THE LEGACY OF BILL GRAHAM
AUTHENTIC POSTERS
INCREDIBLE PHOTOGRAPHY!
Liner Notes

Rick Anderson - bass, vocals; Michael Cotten - synthesizers; Mingo Lewis - percussion, vocals; Prairie Prince - drums; Bill Spooner - guitar, vocals; Roger Steen - guitar, vocals; Re Styles - vocals; Fee Waybill - vocals; Vince Welnick - keyboards; Guest: Aynsley Dunbar - drums; Guest: Dick Bright - guitar, vocals on tracks 8 & 9

Dust off your imagination and buckle the fuck up—the Tubes are gonna pump the weirdness directly into your face whether you like it or not. With this cavalcade of characters, prepare for everything you've ever known to be obliterated, new wave-style.

If Frank Zappa directed community theatre, he may have come up with something as outrageous as the Tubes' thrift store satire. Ridiculous costumes, elaborate choreography, and a band capable of mastering and skewering any genre of popular music made this revue the premier live spectacle of the mid-to-late 1970s. Naturally, these antics proved nearly impossible to capture in the studio, but their on-stage reputation makes it difficult to deny their significance, then or now.

Captured here during an incredible series of concerts leading up to the close of the Winterland in '78, the Tubes play like the building is being demolished around them that very night. A warm introduction from Bill Graham precedes opening favorite "What Do You Want from Life," which quickly dissolves into a late night info-mercial routine. From there, the band wastes no time featuring material from their then-forthcoming, Todd Rundgren-produced concept record, Remote Control, while still making enough room for crowd-pleasers like "Mondo Bondage" and "White Punks On Dope."

1979 would prove to be a tumultuous year, even for a group so well versed in chaos as the Tubes. Upon its release, Remote Control continued a commercially disappointing trend and the band was dropped from their label. Though they would sign a new deal and enjoy the greatest success of their career in the coming decade, the close of the '70s was a time undoubtedly fraught with uncertainty for Fee and his cohorts. But here they are, at the threshold of the unknown, as a bleak era wanes, fearlessly doing what they do best.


WORK REQUIRED:
All that is wanted is the line with "is (585, 1083)." and each line after it to the end of the data below, set down exactly and without pictures.

ENTRIES SHOWN:
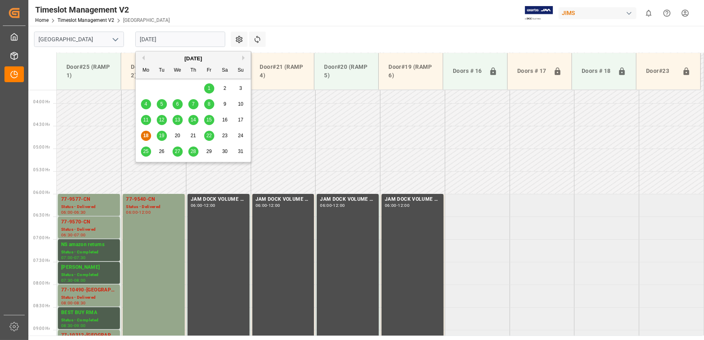 The image size is (704, 340). Describe the element at coordinates (41, 147) in the screenshot. I see `span: 05:00 Hr` at that location.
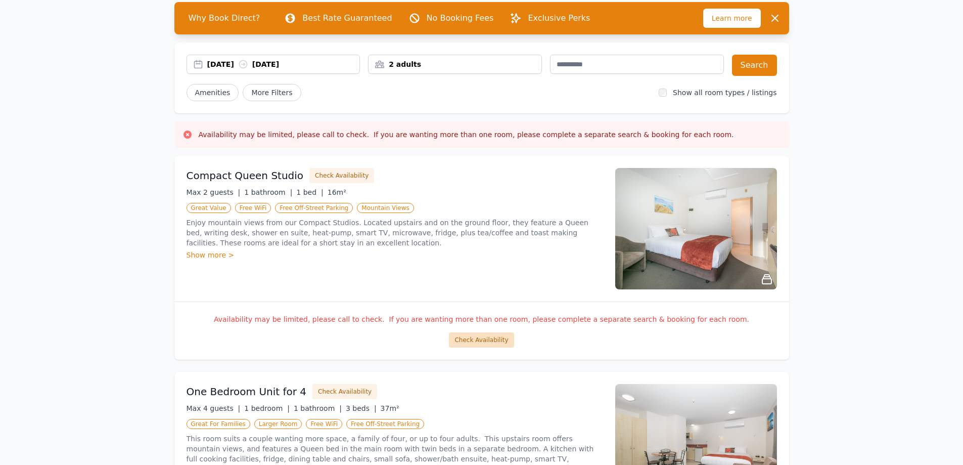  What do you see at coordinates (559, 18) in the screenshot?
I see `p: Exclusive Perks` at bounding box center [559, 18].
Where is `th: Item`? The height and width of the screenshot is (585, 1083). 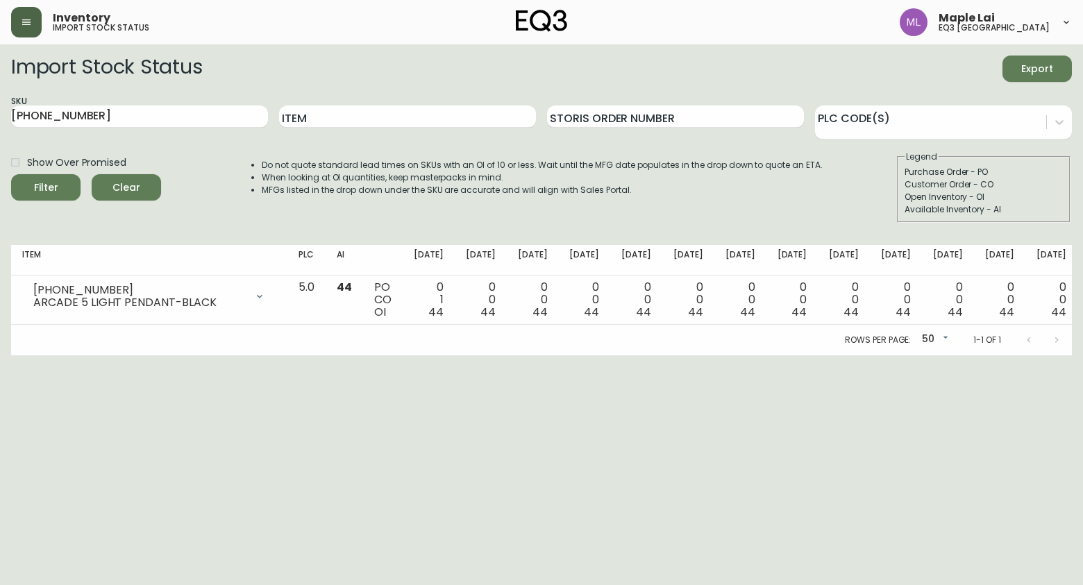
th: Item is located at coordinates (149, 260).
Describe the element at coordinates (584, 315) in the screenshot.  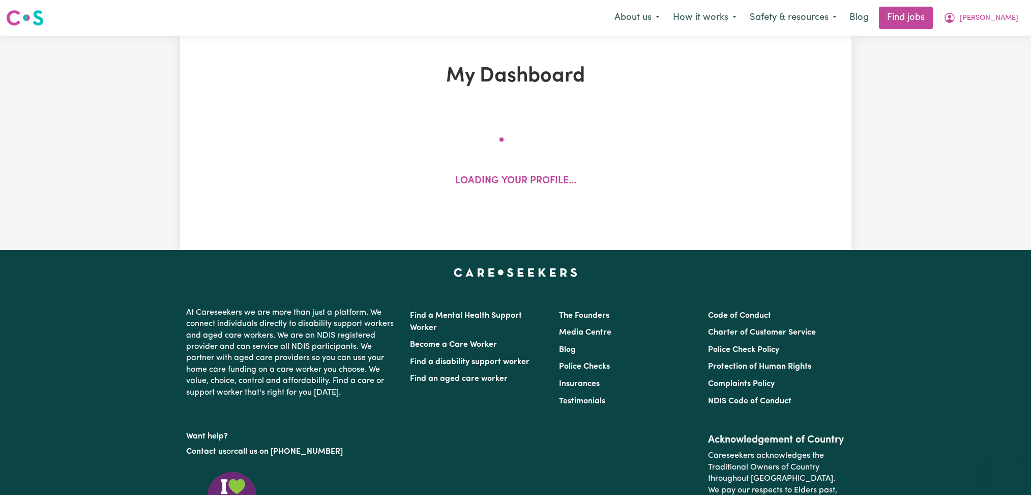
I see `a: The Founders` at that location.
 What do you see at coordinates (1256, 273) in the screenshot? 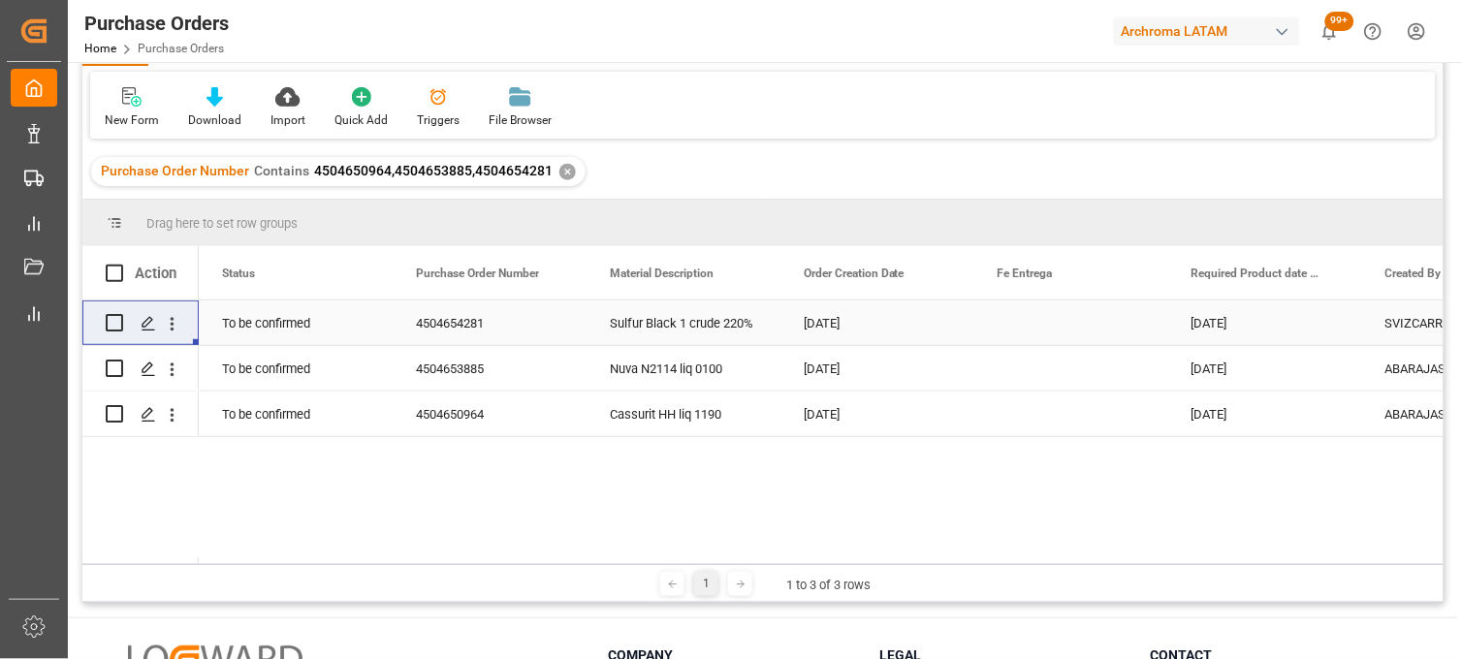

TASK SOLUTION:
Where is `th: Item`? The height and width of the screenshot is (585, 1083). 
th: Item is located at coordinates (149, 260).
Describe the element at coordinates (584, 315) in the screenshot.  
I see `a: The Founders` at that location.
 What do you see at coordinates (1256, 273) in the screenshot? 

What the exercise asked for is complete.